Monday, October 21, 2013

Continuing To Decrease My Insufferability Quotient


Another, quick reminder that I am taking to heart the comments of the many good folks who have contacted me to point out how terribly unattractive it is to keep saying, "Yeah, but Liberals were saying this shit back in the Devonian Era."  Therefore I am temporarily suspending the conceit that I am right about some things and other people are wrong or are so late to the party that they should at least wipe their feet before heading for the keg.

Meanwhile and unrelatedly, Former RNC chair and MSNBC employee Michael Steele and former Republican congressman and MSNBC employee Joe Scarborough continue to take well-deserved victory laps for having been right about Teddy WreckSpin for several weeks in a row:
Michael Steele on the ‘I Told You So’ Caucus Getting the Shutdown Right
by Lloyd Grove Oct 21, 2013 5:45 AM EDT 
Among the loudest GOP voices predicting the blowup of Cruz control in the shutdown fight was Joe Scarborough—and the former RNC chairman. Steele tells Lloyd Grove why we’re due for a repeat in three months.
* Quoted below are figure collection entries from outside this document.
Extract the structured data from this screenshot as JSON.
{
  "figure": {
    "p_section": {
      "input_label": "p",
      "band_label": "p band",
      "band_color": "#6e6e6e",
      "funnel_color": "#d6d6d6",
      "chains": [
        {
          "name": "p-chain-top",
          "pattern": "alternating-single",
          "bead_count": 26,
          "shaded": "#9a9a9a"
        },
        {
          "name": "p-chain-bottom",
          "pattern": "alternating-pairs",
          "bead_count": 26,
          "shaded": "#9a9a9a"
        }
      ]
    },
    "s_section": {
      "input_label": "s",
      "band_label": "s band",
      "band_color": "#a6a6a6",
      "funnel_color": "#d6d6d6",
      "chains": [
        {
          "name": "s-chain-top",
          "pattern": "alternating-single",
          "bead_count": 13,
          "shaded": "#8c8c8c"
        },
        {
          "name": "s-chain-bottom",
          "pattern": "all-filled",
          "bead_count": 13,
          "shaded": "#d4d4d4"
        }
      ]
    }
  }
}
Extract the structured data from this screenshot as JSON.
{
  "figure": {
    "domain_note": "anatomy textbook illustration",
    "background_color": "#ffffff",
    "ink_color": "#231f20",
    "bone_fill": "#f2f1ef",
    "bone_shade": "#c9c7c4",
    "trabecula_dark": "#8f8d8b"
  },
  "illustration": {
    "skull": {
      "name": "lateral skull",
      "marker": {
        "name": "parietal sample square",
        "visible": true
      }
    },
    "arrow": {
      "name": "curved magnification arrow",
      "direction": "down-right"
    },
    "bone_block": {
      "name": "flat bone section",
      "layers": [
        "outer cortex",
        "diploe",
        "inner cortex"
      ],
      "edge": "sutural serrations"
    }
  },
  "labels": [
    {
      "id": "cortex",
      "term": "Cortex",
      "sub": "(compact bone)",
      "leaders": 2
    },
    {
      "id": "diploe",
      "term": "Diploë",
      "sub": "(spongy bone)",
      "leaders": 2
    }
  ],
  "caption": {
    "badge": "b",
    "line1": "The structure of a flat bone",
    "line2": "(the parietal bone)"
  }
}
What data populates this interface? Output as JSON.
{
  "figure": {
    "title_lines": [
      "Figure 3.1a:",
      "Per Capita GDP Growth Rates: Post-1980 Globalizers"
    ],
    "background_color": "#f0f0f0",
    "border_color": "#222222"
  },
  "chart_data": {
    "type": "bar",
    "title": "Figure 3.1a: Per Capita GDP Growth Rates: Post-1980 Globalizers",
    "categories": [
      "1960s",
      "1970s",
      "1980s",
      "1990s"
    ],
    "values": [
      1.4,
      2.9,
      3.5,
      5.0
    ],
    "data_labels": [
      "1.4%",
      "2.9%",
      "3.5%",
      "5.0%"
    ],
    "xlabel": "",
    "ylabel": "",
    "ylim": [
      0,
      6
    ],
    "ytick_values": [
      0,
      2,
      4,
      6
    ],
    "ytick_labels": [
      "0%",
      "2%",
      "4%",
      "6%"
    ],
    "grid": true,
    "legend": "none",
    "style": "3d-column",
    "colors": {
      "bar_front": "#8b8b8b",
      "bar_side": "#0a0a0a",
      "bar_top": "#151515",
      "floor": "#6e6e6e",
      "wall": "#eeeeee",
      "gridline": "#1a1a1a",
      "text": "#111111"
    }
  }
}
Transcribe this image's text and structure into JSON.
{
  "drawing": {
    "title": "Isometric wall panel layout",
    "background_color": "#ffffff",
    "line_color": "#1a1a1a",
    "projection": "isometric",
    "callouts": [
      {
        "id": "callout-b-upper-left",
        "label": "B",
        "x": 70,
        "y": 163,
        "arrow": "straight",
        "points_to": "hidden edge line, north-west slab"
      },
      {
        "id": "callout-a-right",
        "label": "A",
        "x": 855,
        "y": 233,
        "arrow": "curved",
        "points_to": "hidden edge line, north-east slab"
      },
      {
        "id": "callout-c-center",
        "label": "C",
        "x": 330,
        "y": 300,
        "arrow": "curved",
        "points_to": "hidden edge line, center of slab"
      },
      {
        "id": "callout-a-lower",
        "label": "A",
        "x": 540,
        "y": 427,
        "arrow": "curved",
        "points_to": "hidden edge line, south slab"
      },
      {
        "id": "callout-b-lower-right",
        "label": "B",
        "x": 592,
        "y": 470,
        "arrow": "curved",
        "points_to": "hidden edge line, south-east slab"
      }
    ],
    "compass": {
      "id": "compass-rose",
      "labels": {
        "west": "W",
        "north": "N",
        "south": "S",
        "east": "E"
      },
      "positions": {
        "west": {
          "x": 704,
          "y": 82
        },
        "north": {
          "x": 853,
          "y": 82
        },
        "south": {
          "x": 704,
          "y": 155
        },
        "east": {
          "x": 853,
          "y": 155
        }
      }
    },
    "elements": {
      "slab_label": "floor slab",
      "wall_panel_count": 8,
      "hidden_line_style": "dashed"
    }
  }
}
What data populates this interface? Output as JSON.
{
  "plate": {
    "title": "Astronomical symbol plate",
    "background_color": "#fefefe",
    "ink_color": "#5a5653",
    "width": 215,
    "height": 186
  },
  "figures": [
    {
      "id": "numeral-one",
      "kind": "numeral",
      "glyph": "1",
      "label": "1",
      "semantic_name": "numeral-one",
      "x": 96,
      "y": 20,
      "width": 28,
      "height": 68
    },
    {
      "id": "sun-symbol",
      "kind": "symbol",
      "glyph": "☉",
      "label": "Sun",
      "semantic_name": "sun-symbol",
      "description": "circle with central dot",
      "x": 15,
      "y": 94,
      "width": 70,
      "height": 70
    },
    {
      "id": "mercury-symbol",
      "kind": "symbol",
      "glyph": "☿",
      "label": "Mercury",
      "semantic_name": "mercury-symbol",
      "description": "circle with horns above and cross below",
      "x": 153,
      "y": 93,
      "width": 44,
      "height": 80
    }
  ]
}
As Republican activists and office-holders survey the wreckage of the past week—including historic lows in public approval and alarming highs in public revulsion (a perilous 74 percent in the most recent ABC News/Washington Post survey)—they might remember the dire premonitions of the “I Told You So” Caucus.

Former Republican representative Joe Scarborough, whose Morning Joe program on MSNBC is a coffee klatch for opinion leaders on both sides of the TV screen, is the voluble Cassandra of the caucus. For weeks now, on television and in print, he has been warning that Texas Tea Party Sen. Ted Cruz’s quixotic attempt to thwart the implementation of Obamacare—by shutting down the federal government, and by threatening the full faith and credit of the United States through a refusal to raise the debt ceiling—would result in political catastrophe.

And so it has.

“In terms of folks outside of politics, I think Joe has an incredible influence because of his very precise way of framing the arguments, and I think that has helped crystallize some of the finer nuance points that often get lost in the discussion, particularly when you’re dealing with the arcane measurement of debt and the fiscal alchemy that goes into putting together the federal budget,” says former Maryland lieutenant governor Michael Steele, the ex-chairman of the Republican National Committee and a frequent panelist on Morning Joe.
...
Way to go gentlemen: this nation needs more brave voices like yours! 

Just remember, a pundit is not without profit prophet is not without honor except in his own town and in his own home.

3 comments:

Anonumouse said...

I saw a video where some economist guy used the word "circus" while describing the debt ceiling... He never even said Driftglass once
The bastard

Anonymous said...

Yes, we get it, DG is the worst person ever, O Witless One. Please teach us more about how DG is the Avatar of Satan Luifer the Devil, and you, with your infintely clever take on "anonymous" which has never at any point been used before on the whole of the Internet before you coined it in your infinite wisdom, are the font of all true knowledge.

Don't you have someone else to stalk?

Anonymouse, aka cheese eater said...

Hi Damian,
I don't think your hyperbole serves you or DG very well but I have seen DG fall into this sort of hyperbolic straw man trap often enough when trying to take down someone with whom he disagrees. As to "anonymouse", it was something Howard Geese called me once. I understood it to be a sort of insult like "cheese eater" or something. I started using it not because it was novel or witty or wise but because there are so many other anonymous comments on the blog.

As to DG and his self righteous, self pity? He doesn't seem to mind it being pointed out. If he does he can ban me and I wont come back.

post script: After a tasty cocktail, I find it much easier to "prove I'm not a robot".